After a few, he started ranting about his parents’ divorce. Though it had happened more than 10 years earlier, the emotional wounds seemed uncomfortably fresh. “Why’d my dad do it?” Mike kept saying, rhetorically. “Why?” I wondered if there was something passive-aggressive going on: Was he expressing his anger with me indirectly by talking about how furious he was with his father?

I thought about how Phil knew exactly why his father had divorced his mother: because she was more successful than he was, and his father felt emasculated. With Phil, there had always been a tidy answer, an interesting way of talking about it. But Mike’s messy meltdown was making me feel seriously nervous. Something in me turned off completely. I’m sure he wasn’t surprised when I slept on the couch that night.

By morning, we both seemed to know the spark was gone, but to have silently agreed, nevertheless, to make our last 24 hours as polite as possible. When I suggested multiplex-hopping—in other words, being together without talking—he agreed enthusiastically.

After two big-screen movies, we stopped by the apartment to shower and change, but when we headed out for a third flick, Mike couldn’t open the apartment door. “That’s funny,” he said. “Seems to be stuck.”

We called the super, who tried opening the door from the outside: No dice. Mike attempted to jimmy the thing using a knife, while I thought, I can’t believe I’m trapped in here with him! Though at least Mike was trying to do something. Phil would have paced around quoting passages from No Exit and muttering about absurdity. Then he’d demand sex (which didn’t sound so bad at that point).

Finally, I ordered a locksmith. Not only had the weekend totally sucked, but it looked like it was going to cost me two or three hundred bucks.

I’d just hung up when Mike shouted, “I did it!”

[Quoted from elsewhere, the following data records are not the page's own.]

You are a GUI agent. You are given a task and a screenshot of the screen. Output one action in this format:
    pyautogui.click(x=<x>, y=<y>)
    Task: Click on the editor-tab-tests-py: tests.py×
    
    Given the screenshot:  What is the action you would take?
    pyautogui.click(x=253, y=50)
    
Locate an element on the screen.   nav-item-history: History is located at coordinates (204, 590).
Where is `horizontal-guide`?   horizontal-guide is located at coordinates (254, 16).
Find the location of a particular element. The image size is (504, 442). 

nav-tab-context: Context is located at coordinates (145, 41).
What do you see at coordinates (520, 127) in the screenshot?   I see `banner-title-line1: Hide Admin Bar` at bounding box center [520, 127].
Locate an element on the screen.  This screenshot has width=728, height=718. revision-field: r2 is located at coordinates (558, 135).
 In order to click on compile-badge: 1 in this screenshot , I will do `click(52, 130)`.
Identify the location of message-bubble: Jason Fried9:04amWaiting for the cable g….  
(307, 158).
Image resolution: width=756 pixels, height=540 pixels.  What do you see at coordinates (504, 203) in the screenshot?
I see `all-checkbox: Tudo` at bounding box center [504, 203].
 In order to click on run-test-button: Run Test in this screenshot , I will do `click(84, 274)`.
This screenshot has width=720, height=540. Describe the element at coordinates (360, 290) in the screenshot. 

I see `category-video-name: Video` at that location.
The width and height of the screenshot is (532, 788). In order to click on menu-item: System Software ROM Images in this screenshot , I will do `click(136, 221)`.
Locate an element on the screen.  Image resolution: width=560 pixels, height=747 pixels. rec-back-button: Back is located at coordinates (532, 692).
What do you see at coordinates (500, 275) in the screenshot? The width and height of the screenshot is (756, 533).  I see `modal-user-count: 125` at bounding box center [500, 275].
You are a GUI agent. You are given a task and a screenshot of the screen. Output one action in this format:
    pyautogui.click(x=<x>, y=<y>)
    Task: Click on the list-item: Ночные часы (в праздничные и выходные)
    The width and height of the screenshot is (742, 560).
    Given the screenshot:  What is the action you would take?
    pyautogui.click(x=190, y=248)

I high-fived him giddily. We skipped the movie in favor of celebratory drinks and burgers, and Mike grabbed the check—as he’d been doing all weekend.

He’s a good guy, I thought. And you’ve been a real jerk.

Sexual tension didn’t suddenly reappear, but a camaraderie emerged: Mike told me about his ex-girlfriend, and I talked about Phil, as well as the hordes of others like him I’d been involved with.

“Why d’you date so many wankers?” Mike asked.

“Great question,” I said. “I’ve been trying to figure out the answer all summer.”

But it wasn’t till the next night, when I was delighted to be home alone—to be back to writing my novel, to be making a snow angel in my huge, clean white bed that I didn’t have to share!—that I started to wonder if maybe I was the wanker. The commitment-phobe.

Did I like writer types because they, like me, only really care about one person: their inner scribe? Did I fall for Ph.D.’s because they kept an intellectualized distance from their experiences, so that, while dating one of them, I’d never have to witness anything as psychologically unpleasant (for me) as Mike’s meltdown? Maybe that’s why I became a fiction writer in the first place. Rather than getting emotionally involved with real human beings—unpredictable, frightening, capable of betraying me—I only get wrapped up in my characters, who will never do anything I don’t make them do.

How fascinating! Needing to discuss it further, I called … Phil.

Ditching the Intellectuals: Why Am I Attracted To Men Who Overthink?